Primary care physicians, urgent care centers, physical therapists, athletic trainers, occupational medicine practices — all are potential referral sources for orthopaedic practices. Most practices have informal relationships with a handful of PCPs and leave everything else to chance.
Practices that build referral relationships deliberately see 20 to 30% more referral-sourced new patients within 12 to 18 months. The approach isn't complicated. It requires consistent effort.
Why referring providers send patients where they do
Referral behavior comes down to three things: familiarity, reliability, and communication.
Familiarity: referring providers send patients to specialists they know. Familiarity comes from personal relationships, reputation, educational events, or positive feedback from shared patients.
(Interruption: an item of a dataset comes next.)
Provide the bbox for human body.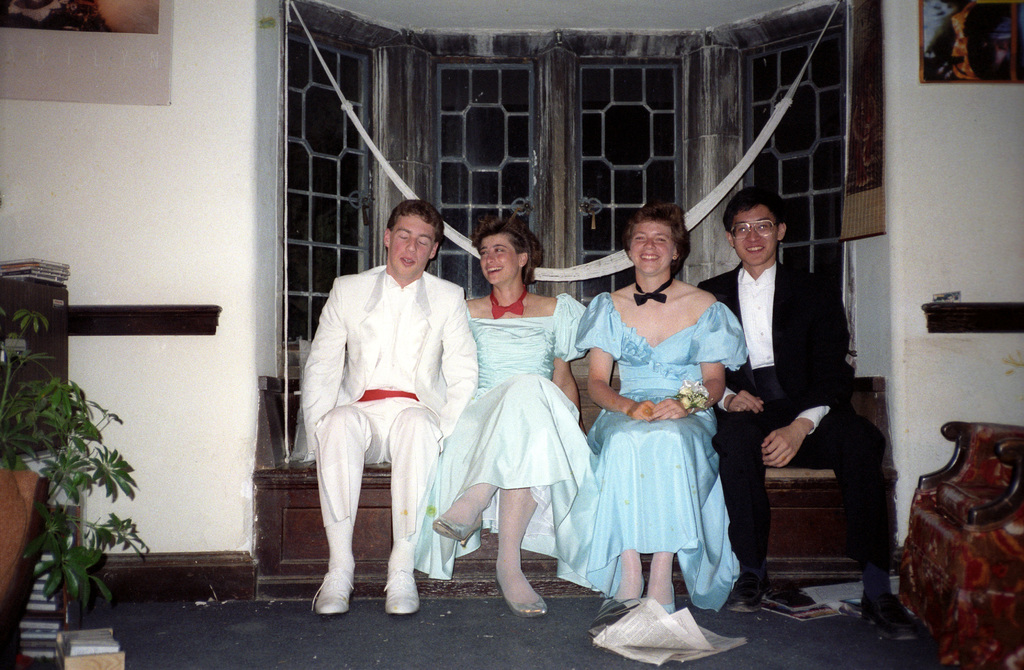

Practices that are visible in their referring community get more referrals.
Reliability: PCPs refer patients to specialists who make the process easy. Practices that acknowledge referrals, get patients seen promptly, and send timely consultation notes back to the referring physician get repeat business. Practices that leave referring PCPs wondering what happened to their patient do not.
Communication: the consultation note is a marketing document. A detailed, timely note explaining your findings and your plan makes the referring physician look good to their patient and reassures them the referral was the right call. A three-line note sent three weeks later does the opposite.
Know your current referral sources first
Before building new relationships, understand where your current volume comes from. Pull referral source data from your practice management system for the past 12 months. The top 20% of referral sources typically drive 80% of referral volume.
For each top referrer, ask whether volume is stable or declining and whether the specialty mix they're sending aligns with what you do best. Then look at who is not on the list. Which primary care practices in your market are absent? These are your targets.
What works for outreach
Lunch-and-learns: brief educational presentations at PCP or urgent care offices during lunch. Thirty minutes covering something practical — "when to refer for knee pain" or "shoulder injury red flags that need urgent evaluation" — positions your practice as a resource and builds familiarity in a way that marketing materials don't.
Physician-to-physician outreach: a letter or personal call from your surgeon to a PCP they haven't worked with before. This feels old-fashioned. It works. Physicians respond to peer contact differently than staff-to-staff contact.
Dedicated referral coordinator: a staff role whose job is to manage the referral relationship. This means tracking inbound referrals, ensuring they're scheduled promptly, following up with referring offices when a patient is booked, and sending consultation notes back within 72 hours. Practices that hire a referral coordinator consistently see referral volume increase within six months.
Closing the loop: when a referring physician sends a complex patient and the outcome is good, tell them. A brief note — "Mrs. Jones had a successful ACL repair and is doing well in PT, thank you for the referral" — takes two minutes and builds the relationship.
The sports medicine referral path
For practices with sports medicine subspecialty focus, the referral network looks different. Athletic trainers at high schools and colleges are the first-contact providers for many sports injuries. Building those relationships — attending sports medicine conferences, offering sideline coverage, being available by phone for urgent questions — creates a direct referral path that bypasses primary care entirely.
Physical therapy practices that don't have on-site physicians also need a surgical referral source when patients plateau or when imaging findings require specialist evaluation. These relationships are bidirectional: you send them post-surgical PT patients, they send you surgical candidates.